__Work instructions__: Print the listing below from its opening line through the line holding "The image size is (666, 374).", both ends included.

____

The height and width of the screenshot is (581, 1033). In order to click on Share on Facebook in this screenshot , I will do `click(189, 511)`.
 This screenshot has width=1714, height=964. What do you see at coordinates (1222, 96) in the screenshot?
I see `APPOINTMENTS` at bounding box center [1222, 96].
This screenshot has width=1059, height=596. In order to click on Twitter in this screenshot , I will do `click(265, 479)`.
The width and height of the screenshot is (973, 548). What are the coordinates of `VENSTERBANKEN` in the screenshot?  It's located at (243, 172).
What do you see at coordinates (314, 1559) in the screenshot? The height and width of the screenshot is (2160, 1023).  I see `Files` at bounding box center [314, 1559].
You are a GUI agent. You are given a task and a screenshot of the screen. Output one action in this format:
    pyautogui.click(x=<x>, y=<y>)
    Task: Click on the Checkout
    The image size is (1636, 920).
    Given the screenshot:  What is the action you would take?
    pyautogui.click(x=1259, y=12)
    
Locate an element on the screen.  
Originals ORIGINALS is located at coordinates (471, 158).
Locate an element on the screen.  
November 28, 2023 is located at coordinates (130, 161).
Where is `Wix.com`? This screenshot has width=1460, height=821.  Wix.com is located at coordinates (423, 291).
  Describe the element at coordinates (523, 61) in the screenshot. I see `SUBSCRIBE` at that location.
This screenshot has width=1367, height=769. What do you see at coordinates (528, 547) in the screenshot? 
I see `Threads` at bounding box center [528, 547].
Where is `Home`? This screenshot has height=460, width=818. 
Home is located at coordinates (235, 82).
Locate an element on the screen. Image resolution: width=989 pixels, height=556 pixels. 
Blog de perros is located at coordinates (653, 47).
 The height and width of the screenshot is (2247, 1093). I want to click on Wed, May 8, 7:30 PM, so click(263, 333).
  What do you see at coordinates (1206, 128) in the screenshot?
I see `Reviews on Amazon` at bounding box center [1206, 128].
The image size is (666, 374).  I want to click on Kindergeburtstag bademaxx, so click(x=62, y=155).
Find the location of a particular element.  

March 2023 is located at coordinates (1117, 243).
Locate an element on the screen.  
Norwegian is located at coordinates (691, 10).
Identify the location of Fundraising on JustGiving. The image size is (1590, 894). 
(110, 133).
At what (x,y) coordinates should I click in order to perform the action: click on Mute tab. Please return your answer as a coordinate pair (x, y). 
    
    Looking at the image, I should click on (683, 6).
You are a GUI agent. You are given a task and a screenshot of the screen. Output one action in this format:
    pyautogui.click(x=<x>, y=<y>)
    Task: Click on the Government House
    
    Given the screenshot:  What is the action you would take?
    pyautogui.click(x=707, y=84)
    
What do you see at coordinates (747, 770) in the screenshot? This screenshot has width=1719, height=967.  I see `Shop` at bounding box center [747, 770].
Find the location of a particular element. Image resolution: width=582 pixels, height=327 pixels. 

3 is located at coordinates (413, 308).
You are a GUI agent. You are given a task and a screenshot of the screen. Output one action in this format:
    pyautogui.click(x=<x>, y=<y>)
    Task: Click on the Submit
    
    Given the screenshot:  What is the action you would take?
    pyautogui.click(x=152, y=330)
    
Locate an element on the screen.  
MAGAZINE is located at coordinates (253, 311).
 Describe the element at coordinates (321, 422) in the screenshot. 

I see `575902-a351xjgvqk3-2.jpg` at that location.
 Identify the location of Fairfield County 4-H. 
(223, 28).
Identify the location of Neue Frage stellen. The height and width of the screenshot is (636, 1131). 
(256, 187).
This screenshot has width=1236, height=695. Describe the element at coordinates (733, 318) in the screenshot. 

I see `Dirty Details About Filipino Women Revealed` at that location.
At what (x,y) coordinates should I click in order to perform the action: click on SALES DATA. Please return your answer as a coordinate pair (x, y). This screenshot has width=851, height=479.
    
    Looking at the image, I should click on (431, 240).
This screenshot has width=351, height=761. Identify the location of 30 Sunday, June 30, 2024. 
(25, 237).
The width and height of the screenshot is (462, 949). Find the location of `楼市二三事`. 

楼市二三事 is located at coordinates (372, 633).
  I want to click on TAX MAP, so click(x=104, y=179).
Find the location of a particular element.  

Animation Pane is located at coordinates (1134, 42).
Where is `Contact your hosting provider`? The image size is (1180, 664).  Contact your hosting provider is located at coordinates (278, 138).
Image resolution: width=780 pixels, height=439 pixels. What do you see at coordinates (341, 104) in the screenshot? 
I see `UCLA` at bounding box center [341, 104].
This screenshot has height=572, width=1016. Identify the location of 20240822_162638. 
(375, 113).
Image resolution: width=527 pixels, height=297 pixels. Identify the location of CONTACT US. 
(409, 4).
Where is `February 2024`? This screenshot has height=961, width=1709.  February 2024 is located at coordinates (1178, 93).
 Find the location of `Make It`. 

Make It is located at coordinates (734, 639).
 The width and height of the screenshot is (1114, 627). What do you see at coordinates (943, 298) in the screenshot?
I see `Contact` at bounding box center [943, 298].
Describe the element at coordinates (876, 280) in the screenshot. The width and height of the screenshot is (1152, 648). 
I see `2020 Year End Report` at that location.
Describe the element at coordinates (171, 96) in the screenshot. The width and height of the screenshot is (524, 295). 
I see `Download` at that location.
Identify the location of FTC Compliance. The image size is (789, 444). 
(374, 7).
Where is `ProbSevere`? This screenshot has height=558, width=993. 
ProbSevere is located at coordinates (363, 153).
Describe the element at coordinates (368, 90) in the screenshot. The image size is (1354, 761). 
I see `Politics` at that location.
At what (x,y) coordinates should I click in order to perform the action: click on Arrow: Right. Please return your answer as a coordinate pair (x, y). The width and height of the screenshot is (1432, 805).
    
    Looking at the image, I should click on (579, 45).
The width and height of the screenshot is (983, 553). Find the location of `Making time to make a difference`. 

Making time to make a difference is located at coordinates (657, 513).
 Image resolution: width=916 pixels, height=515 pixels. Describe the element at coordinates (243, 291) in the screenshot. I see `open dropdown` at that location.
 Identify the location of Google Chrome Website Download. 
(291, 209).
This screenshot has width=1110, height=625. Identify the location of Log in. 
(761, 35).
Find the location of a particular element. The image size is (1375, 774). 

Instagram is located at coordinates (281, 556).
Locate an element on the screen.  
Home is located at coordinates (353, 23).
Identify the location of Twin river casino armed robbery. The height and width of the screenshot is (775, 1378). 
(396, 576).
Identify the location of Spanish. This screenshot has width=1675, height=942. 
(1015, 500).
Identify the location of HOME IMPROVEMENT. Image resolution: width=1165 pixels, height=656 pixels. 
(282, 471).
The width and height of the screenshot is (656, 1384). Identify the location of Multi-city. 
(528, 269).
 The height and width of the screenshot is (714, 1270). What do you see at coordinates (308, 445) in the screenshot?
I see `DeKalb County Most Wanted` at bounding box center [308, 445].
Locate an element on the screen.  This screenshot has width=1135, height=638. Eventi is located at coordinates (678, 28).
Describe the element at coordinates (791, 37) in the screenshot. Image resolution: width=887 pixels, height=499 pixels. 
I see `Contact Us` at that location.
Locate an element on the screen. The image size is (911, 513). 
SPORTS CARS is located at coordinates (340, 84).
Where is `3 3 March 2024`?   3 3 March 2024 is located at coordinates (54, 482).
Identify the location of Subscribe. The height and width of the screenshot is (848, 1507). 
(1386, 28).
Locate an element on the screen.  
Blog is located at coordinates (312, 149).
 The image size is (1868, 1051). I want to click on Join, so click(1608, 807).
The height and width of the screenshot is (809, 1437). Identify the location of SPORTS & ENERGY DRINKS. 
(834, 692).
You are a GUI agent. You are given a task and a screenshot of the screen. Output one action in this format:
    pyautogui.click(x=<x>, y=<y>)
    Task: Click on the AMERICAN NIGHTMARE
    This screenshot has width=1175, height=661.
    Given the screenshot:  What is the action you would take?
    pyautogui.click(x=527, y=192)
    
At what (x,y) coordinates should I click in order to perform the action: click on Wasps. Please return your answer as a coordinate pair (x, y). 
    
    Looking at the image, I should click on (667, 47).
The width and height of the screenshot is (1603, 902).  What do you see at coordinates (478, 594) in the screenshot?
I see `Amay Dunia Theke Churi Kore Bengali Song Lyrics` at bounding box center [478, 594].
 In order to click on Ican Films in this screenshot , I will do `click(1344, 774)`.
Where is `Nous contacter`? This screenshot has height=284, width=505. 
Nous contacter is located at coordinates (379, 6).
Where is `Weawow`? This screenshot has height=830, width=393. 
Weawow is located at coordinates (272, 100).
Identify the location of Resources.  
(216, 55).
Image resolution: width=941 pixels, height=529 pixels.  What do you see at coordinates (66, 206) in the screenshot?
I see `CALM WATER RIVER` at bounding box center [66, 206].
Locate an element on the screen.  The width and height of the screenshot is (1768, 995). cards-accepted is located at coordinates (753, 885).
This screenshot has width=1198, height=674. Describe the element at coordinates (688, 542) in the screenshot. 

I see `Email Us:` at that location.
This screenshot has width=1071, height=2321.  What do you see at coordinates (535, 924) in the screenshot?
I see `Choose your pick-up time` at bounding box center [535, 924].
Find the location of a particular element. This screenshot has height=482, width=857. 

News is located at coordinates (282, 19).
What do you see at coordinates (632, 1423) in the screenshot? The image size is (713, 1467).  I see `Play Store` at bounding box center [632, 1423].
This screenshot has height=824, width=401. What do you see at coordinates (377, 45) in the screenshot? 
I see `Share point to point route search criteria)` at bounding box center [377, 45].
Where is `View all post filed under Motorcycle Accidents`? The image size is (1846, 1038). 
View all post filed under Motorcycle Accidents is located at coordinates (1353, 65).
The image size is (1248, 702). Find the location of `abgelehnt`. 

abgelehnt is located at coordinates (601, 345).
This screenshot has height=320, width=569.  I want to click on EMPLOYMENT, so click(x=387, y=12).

____

__Solved problem__:
The height and width of the screenshot is (581, 1033). In order to click on Share on Facebook in this screenshot , I will do `click(189, 511)`.
 This screenshot has width=1714, height=964. What do you see at coordinates (1222, 96) in the screenshot?
I see `APPOINTMENTS` at bounding box center [1222, 96].
This screenshot has width=1059, height=596. In order to click on Twitter in this screenshot , I will do `click(265, 479)`.
The width and height of the screenshot is (973, 548). What are the coordinates of `VENSTERBANKEN` in the screenshot?  It's located at (243, 172).
What do you see at coordinates (314, 1559) in the screenshot? The height and width of the screenshot is (2160, 1023).  I see `Files` at bounding box center [314, 1559].
You are a GUI agent. You are given a task and a screenshot of the screen. Output one action in this format:
    pyautogui.click(x=<x>, y=<y>)
    Task: Click on the Checkout
    The image size is (1636, 920).
    Given the screenshot:  What is the action you would take?
    pyautogui.click(x=1259, y=12)
    
Locate an element on the screen.  
Originals ORIGINALS is located at coordinates (471, 158).
Locate an element on the screen.  
November 28, 2023 is located at coordinates (130, 161).
Where is `Wix.com`? This screenshot has width=1460, height=821.  Wix.com is located at coordinates (423, 291).
  Describe the element at coordinates (523, 61) in the screenshot. I see `SUBSCRIBE` at that location.
This screenshot has width=1367, height=769. What do you see at coordinates (528, 547) in the screenshot? 
I see `Threads` at bounding box center [528, 547].
Where is `Home`? This screenshot has height=460, width=818. 
Home is located at coordinates (235, 82).
Locate an element on the screen. Image resolution: width=989 pixels, height=556 pixels. 
Blog de perros is located at coordinates (653, 47).
 The height and width of the screenshot is (2247, 1093). I want to click on Wed, May 8, 7:30 PM, so click(263, 333).
  What do you see at coordinates (1206, 128) in the screenshot?
I see `Reviews on Amazon` at bounding box center [1206, 128].
The image size is (666, 374).  I want to click on Kindergeburtstag bademaxx, so click(x=62, y=155).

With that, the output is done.